Table of Contents
- Retailers face business rates rise in April
- The avalanche of other costs imposed by the Chancellor will also come into force
- This includes increases in NI paid by employers and increases in the minimum wage.
Britain’s biggest supermarkets have increased pressure on Rachel Reeves to review the “punitive” business rates regime.
Retailers are facing rising costs following the Chancellor’s October budget.
And now bosses at Tesco and Sainsbury’s said looming increases in the tax – which is based on the value of a property and therefore hits brick-and-mortar stores more than online operators – could make the big boys sites are unviable.
Retailers, from independent traders to national chains, face a rise in business rates in April along with an avalanche of other costs imposed by Reeves.
This includes increasing employer-paid national insurance and minimum wage increases that reduce inflation.
In total, retailers face a £7bn cost rise and are calling on Reeves to ease the burden by reforming business rates.
Under pressure: Retailers face skyrocketing costs following Chancellor’s October budget
Announcing a bumper set of Christmas trading figures, Sainsbury’s chief executive Simon Roberts described the tax as a “fundamentally difficult and unfair tax on retail”.
He said he will have to “look very carefully” at future hiring decisions given the rising costs the company faces.
“The size and scale of the costs facing the industry is a real concern,” Roberts said. “We are going to do everything we can to mitigate the impact, but there is no doubt that there is a lot of inflation building up in the system.”
Ken Murphy, his counterpart at Tesco, warned that “onerous” tariff bills were putting “the integrity” of the High Street at risk, especially in poorer areas.
The issue has been highlighted by the Mail’s Save Our High Streets campaign. Reporting a 6.8 per cent rise in sales at Sainsbury’s during the six weeks to January 4, Roberts sounded the alarm about the Chancellor’s plan to increase business rates charged on larger sites so that smaller shops pay less. The idea is to capture large warehouses used by companies such as online giant Amazon.
But there are fears that the measure will be counterproductive, since it will also affect large stores. Roberts said: ‘There are large areas of the UK where the supermarket plays a vital role at the heart of a community, and we need to ensure that business rates reform makes the current viability of those locations really clear.
“This is a fundamentally unfair tax, which all retailers would expect and call on the Government to look at urgently and across the sector to ensure we do not see the continued burden that this brings.”
Murphy said large grocers and department stores, from Tesco and Morrisons to Marks & Spencer and John Lewis, are “anchor tenants” attracting shoppers to the High Street.
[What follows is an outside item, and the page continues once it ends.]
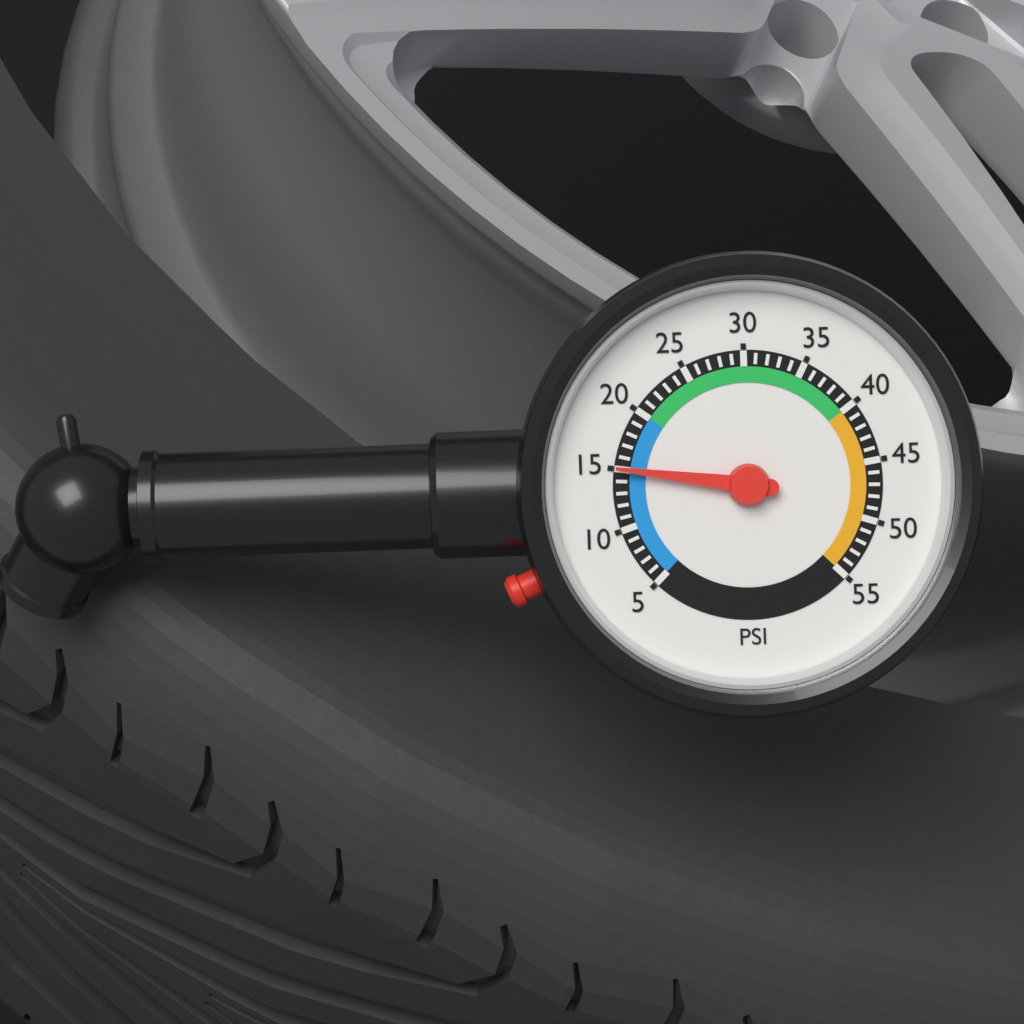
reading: 15 psi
“Those anchor tenants are often critical to maintaining the integrity of that main street,” he said. “The risk is that more and more of those large retail establishments become unviable.”
This is a particular concern for poorer areas with a struggling main street, he said.
Sainsbury’s celebrated its “biggest ever Christmas” as holiday food and fizz bottles flew off the shelves.
The supermarket will increase staff pay by 5 per cent this year, which will see the minimum annual wage for a full-time worker outside London rise from £22,882 to £24,026 in August.
Grim figures recently showed that more than 13,000 stores will close for good in 2024, a 28 percent increase on the previous year.
Industry experts at the Center for Retail Research (CRR) warn this will get even worse in 2025, with around 17,350 stores expected to close.
This would be the highest figure since the CRR began compiling its records in 2015.